What really impressed me was how she handled the massive cast of characters. Small-town novels always have approximately 47 people you need to keep track of, and McInerney gives each one a distinct enough voice that I never got confused. Even when I'd been away from the book for a day because someone decided to finger-paint the bathroom (Lucas, obviously), I could jump back in and immediately know who was talking.
The pacing is excellent too. McInerney knows when to speed through the lighter gossip column moments and when to slow down for the mystery beats. It's the kind of narration that makes 16 hours feel more like 10.

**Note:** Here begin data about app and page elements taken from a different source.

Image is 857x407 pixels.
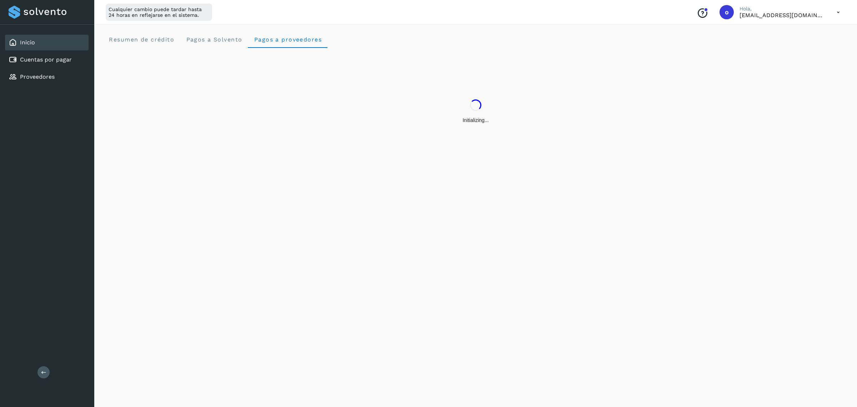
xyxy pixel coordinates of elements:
[254,36,322,43] span: Pagos a proveedores
[20,56,72,63] a: Cuentas por pagar
[740,12,826,19] p: orlando@rfllogistics.com.mx
[740,6,826,12] p: Hola,
[5,52,89,68] div: Cuentas por pagar
[106,4,212,21] div: Cualquier cambio puede tardar hasta 24 horas en reflejarse en el sistema.
[20,39,35,46] a: Inicio
[5,69,89,85] div: Proveedores
[20,73,55,80] a: Proveedores
[186,36,242,43] span: Pagos a Solvento
[109,36,174,43] span: Resumen de crédito
[5,35,89,50] div: Inicio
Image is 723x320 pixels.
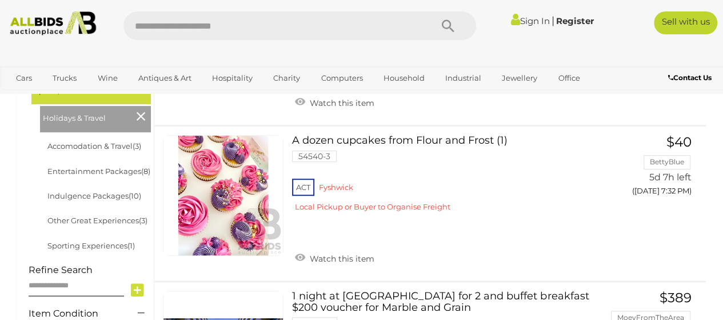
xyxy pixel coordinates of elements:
span: (3) [133,141,141,150]
span: $40 [666,134,692,150]
a: Sports [9,87,47,106]
a: Sporting Experiences(1) [47,241,135,250]
span: (8) [141,166,150,175]
a: Trucks [45,69,84,87]
span: (3) [139,215,147,225]
a: Contact Us [668,71,714,84]
h4: Refine Search [29,265,151,275]
a: A dozen cupcakes from Flour and Frost (1) 54540-3 ACT Fyshwick Local Pickup or Buyer to Organise ... [301,135,605,220]
a: Watch this item [292,249,377,266]
a: Entertainment Packages(8) [47,166,150,175]
a: Sign In [511,15,550,26]
a: Charity [266,69,308,87]
a: Wine [90,69,125,87]
span: Watch this item [307,253,374,264]
span: $389 [660,289,692,305]
b: Contact Us [668,73,712,82]
span: | [552,14,554,27]
a: Hospitality [205,69,260,87]
a: Industrial [438,69,489,87]
span: Holidays & Travel [43,109,129,125]
a: Accomodation & Travel(3) [47,141,141,150]
a: Office [550,69,587,87]
a: Sell with us [654,11,717,34]
a: Cars [9,69,39,87]
a: Jewellery [494,69,545,87]
a: Computers [313,69,370,87]
span: (10) [129,191,141,200]
a: $40 BettyBlue 5d 7h left ([DATE] 7:32 PM) [622,135,694,202]
a: [GEOGRAPHIC_DATA] [53,87,149,106]
a: Antiques & Art [131,69,199,87]
button: Search [419,11,476,40]
a: Watch this item [292,93,377,110]
h4: Item Condition [29,308,121,318]
span: Watch this item [307,98,374,108]
a: Household [376,69,432,87]
a: Indulgence Packages(10) [47,191,141,200]
img: Allbids.com.au [5,11,101,35]
span: (1) [127,241,135,250]
a: Other Great Experiences(3) [47,215,147,225]
a: Register [556,15,594,26]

When the Beach Read Gets Unexpectedly Twisty
Here's what surprised me - this isn't just fluffy summer romance. There's an actual mystery here with real stakes. The dead congressman has secrets, there are powerful people who want those secrets buried, and Conley's journalistic instincts keep putting her in genuinely tense situations.
I found myself speeding up my Target runs just to get back to the car and find out what happened next. (Don't worry, I still got the goldfish crackers. Priorities.)
The romance subplot is there - slow burn with a new guy, complicated history with the old one - but it doesn't take over. It's more like seasoning than the main course. Which I appreciated because sometimes you want the mystery solved more than you want the kiss, you know?
Now, fair warning: Conley can be a bit... pushy. She's got that journalist tenacity that sometimes reads as "girl, maybe take a breath." I didn't mind it - honestly, it felt realistic for someone in her profession - but I've seen other readers mention it bothered them. Your mileage may vary.
Perfect For Your Next Escape (Even If It's Just the Garage)
The Florida beach setting is so vivid I could practically feel the humidity. Andrews clearly knows this world - the small-town dynamics, the old money families, the way everyone's business is everyone else's business. It made me want to plan a beach vacation. (Ha. With three kids. Maybe in 2035.)
The sister relationship between Conley and Grayson is complicated in a way that felt real to me. They love each other but also drive each other crazy. There's history there, resentment, but also this underlying loyalty that kept me invested. As someone currently refereeing daily battles between Emma and Lucas, I appreciated the nuance.
One small annoyance: there are ads at the end promoting other Mary Kay Andrews books. Not a huge deal - I just stopped the audiobook before they started - but worth mentioning if that kind of thing bugs you.
Would I Recommend It?
Absolutely. This is exactly what I want from a summer audiobook - engaging enough to keep me listening, not so complex I lose the plot during a toddler meltdown, with a satisfying ending that didn't make me ugly-cry at school pickup.
It's not groundbreaking literature. But sometimes you don't need groundbreaking. Sometimes you need a well-crafted story with a charming narrator that makes your car time feel like a mini vacation. It Starts with Us gave me that same feelingβtotally absorbing without requiring my full brain capacity. Hello, Summer delivered exactly that.
My book club would love this. If I ever have time for book club again.